BOSTON - Boston residents will get their first chance on Wednesday to see how Olympic organizers would handle the 2024 Summer Games if they are awarded to the Massachusetts city.
Local bid organizers are planning a public encore on Wednesday for the presentation that won over the U.S. Olympic Committee last month. The privately run Boston bid committee is also planning to release many of the documents that detail how the games would be staged and financed.
Later Wednesday, the group will hold the first meeting of its Citizen's Advisory Group.
Boston beat out bids from San Francisco, Los Angeles and Washington, D.C., earlier this month to be selected as the U.S. nominee for the 2024 Games. The city now goes up against potential bids from Rome, Paris, and Berlin or Hamburg, Germany, among others. The IOC will make its decision in 2017.
Boston has promised a walkable, sustainable games that would take advantage of facilities and fundraising at the area's 100 colleges and universities and require no public funding. But very little of the bid information has been made public so far.
Doubters cite recent cost explosions at the Sochi and Beijing Games and say the Olympics is a bad deal for the city. The group No Boston Olympics has complained that the bidding has been conducted in secret and called for all of the bid information to be released.
"They still seem to be taking their orders from the USOC,"said Chris Dempsey, one of the group's founders, calling for all of the documents that were signed by the mayor and submitted to the USOC to be made public. "Releasing just a partial set doesn't exactly reassure the public that this bid is good for the citizens who live here."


Return the lines below that carry the word "percent".
[[ Given entries, beginning ]]
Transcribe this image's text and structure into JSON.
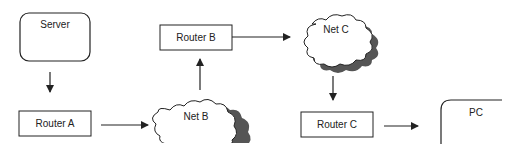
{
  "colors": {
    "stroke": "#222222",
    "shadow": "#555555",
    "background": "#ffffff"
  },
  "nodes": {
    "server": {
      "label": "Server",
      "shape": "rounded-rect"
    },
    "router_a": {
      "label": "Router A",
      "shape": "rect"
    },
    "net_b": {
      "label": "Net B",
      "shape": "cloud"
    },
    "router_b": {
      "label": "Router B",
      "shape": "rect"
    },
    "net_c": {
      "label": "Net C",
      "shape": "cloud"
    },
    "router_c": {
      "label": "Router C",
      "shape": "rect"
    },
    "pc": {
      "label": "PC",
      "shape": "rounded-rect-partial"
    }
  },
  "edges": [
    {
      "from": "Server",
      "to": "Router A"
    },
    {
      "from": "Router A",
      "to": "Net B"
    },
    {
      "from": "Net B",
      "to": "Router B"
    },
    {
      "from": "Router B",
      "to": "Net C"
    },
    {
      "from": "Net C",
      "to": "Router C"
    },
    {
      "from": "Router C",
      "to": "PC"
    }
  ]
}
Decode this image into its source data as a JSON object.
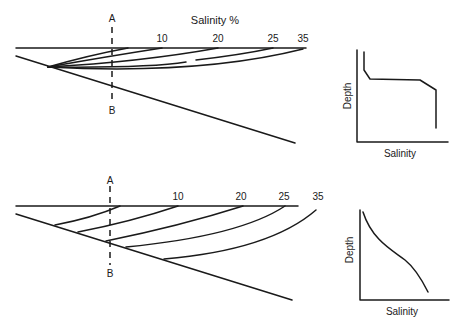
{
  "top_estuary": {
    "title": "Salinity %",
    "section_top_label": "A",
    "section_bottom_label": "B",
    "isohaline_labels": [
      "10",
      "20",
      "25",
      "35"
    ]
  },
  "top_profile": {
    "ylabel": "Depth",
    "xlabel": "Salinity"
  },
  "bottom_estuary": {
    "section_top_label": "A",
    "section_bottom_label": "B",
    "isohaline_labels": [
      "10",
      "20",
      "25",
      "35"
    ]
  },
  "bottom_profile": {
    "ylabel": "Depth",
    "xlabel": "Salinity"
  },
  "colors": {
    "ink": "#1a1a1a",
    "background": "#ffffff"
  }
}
[[ Given entries, end ]]
[[ Given entries, beginning ]]
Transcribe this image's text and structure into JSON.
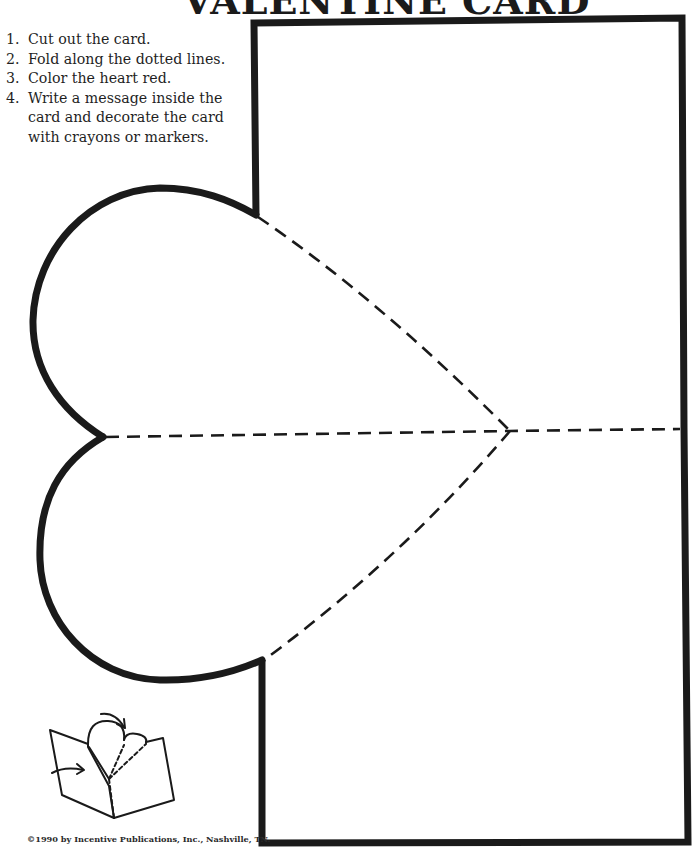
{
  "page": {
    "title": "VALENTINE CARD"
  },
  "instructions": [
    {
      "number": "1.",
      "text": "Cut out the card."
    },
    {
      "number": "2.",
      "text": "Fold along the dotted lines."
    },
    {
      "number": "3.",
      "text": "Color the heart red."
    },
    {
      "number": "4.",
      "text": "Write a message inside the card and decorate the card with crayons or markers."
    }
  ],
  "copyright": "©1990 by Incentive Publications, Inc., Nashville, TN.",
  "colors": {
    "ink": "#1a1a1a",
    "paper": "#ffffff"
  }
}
[[ Given entries, end ]]
[[ Given entries, beginning ]]
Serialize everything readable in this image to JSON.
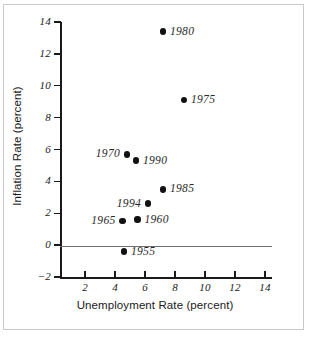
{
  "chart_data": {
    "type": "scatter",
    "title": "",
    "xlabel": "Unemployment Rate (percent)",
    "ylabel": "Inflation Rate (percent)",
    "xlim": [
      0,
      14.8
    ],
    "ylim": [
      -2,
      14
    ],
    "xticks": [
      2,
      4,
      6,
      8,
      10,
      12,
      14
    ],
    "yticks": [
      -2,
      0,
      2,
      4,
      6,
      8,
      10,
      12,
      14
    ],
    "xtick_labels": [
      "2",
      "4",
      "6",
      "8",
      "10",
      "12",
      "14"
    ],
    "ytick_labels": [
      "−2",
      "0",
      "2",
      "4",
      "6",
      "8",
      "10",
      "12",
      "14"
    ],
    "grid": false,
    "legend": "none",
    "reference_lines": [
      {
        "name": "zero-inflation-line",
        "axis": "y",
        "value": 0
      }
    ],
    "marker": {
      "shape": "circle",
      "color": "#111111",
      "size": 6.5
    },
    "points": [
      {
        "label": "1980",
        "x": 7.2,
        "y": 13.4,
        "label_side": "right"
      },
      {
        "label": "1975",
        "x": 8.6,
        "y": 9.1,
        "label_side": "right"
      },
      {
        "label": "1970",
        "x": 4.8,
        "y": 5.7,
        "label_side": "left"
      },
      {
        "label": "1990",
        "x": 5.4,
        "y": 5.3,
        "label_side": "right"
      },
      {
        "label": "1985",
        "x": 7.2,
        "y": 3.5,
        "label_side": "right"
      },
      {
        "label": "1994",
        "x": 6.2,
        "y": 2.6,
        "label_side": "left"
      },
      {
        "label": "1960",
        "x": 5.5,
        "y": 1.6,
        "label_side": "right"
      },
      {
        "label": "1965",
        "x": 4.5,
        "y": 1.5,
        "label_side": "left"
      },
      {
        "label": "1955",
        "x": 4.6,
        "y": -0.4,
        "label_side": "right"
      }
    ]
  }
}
[[ Given entries, end ]]
→ **Written solution**
    "xlabel": "Unemployment Rate (percent)",
    "ylabel": "Inflation Rate (percent)",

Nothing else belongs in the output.